For investors, the clearest takeaway may be what this means for Nvidia. If Apple ultimately needs Nvidia-powered infrastructure to deliver a competitive frontier AI product, it adds another data point to the thesis that the industry’s most advanced AI workloads continue to rely on Nvidia’s ecosystem. For Apple, the trade-off of using Nvidia’s GPUs seems pretty reasonable: rent the frontier compute, ship the product, and preserve the privacy narrative where possible.

Photo of Thomas Richmond
About the Author Thomas Richmond →

Thomas Richmond is a financial writer and content strategist with 5+ years of experience covering stocks and financial markets. He has published over 250 articles focused on individual stock analysis, helping investors better understand business fundamentals, stock valuations, and long-term opportunities.

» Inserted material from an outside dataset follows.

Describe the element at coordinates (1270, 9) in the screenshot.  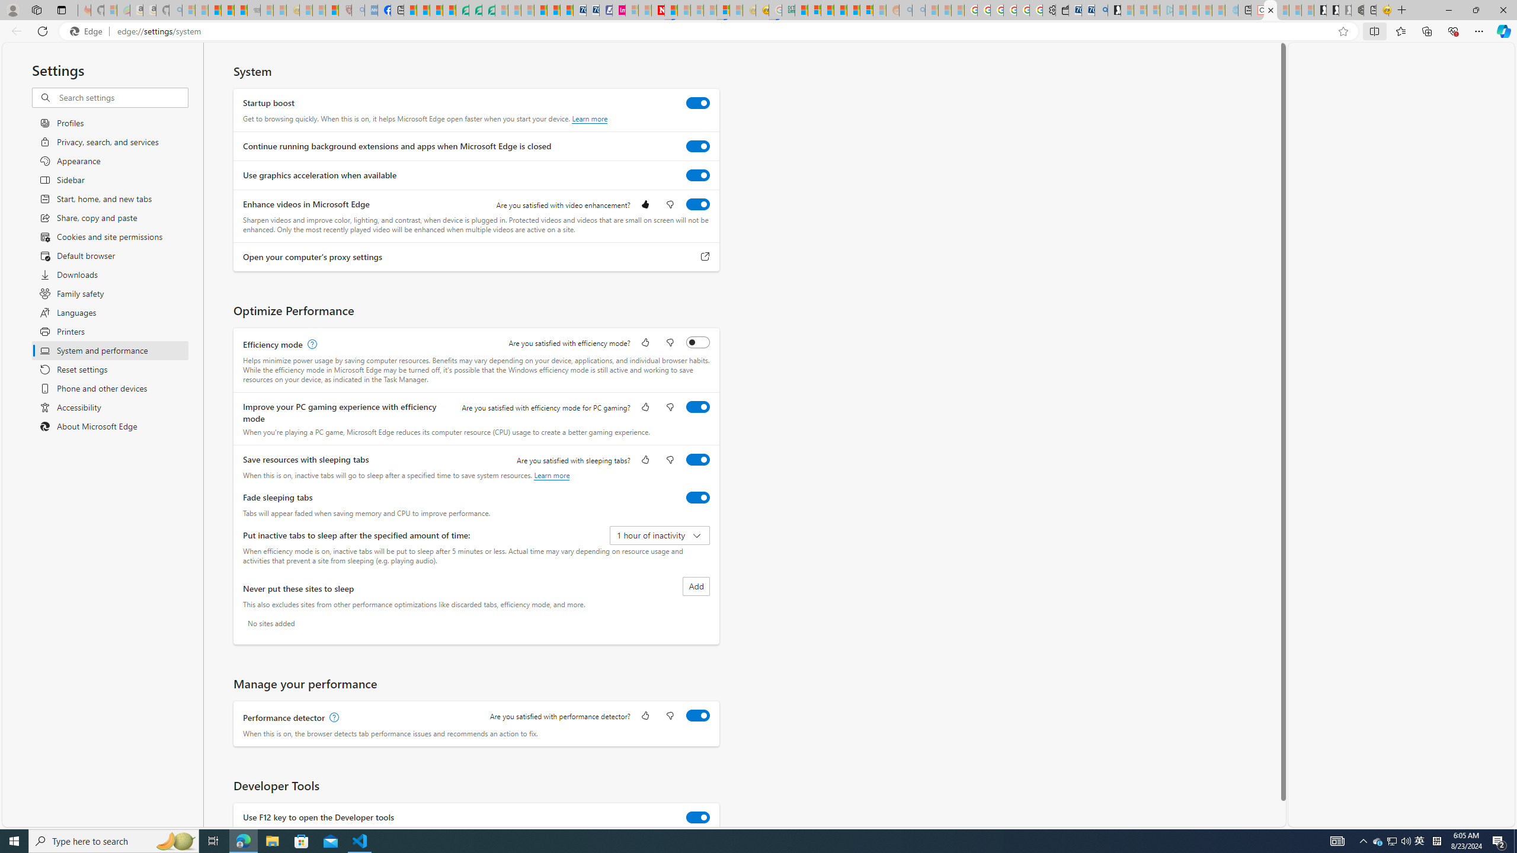
I see `Close tab` at that location.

Thomas previously served as a Content Lead at TIKR, a stock research platform, where he helped scale the company’s blog to hundreds of articles per month and contributed to a weekly newsletter reaching more than 100,000 investors.

He specializes in breaking down complex companies into clear, actionable insights for everyday investors, with a focus on fundamentals-driven research.

His work has also been featured on platforms including Seeking Alpha and Sure Dividend.

Outside of work, Thomas enjoys weight lifting and soccer.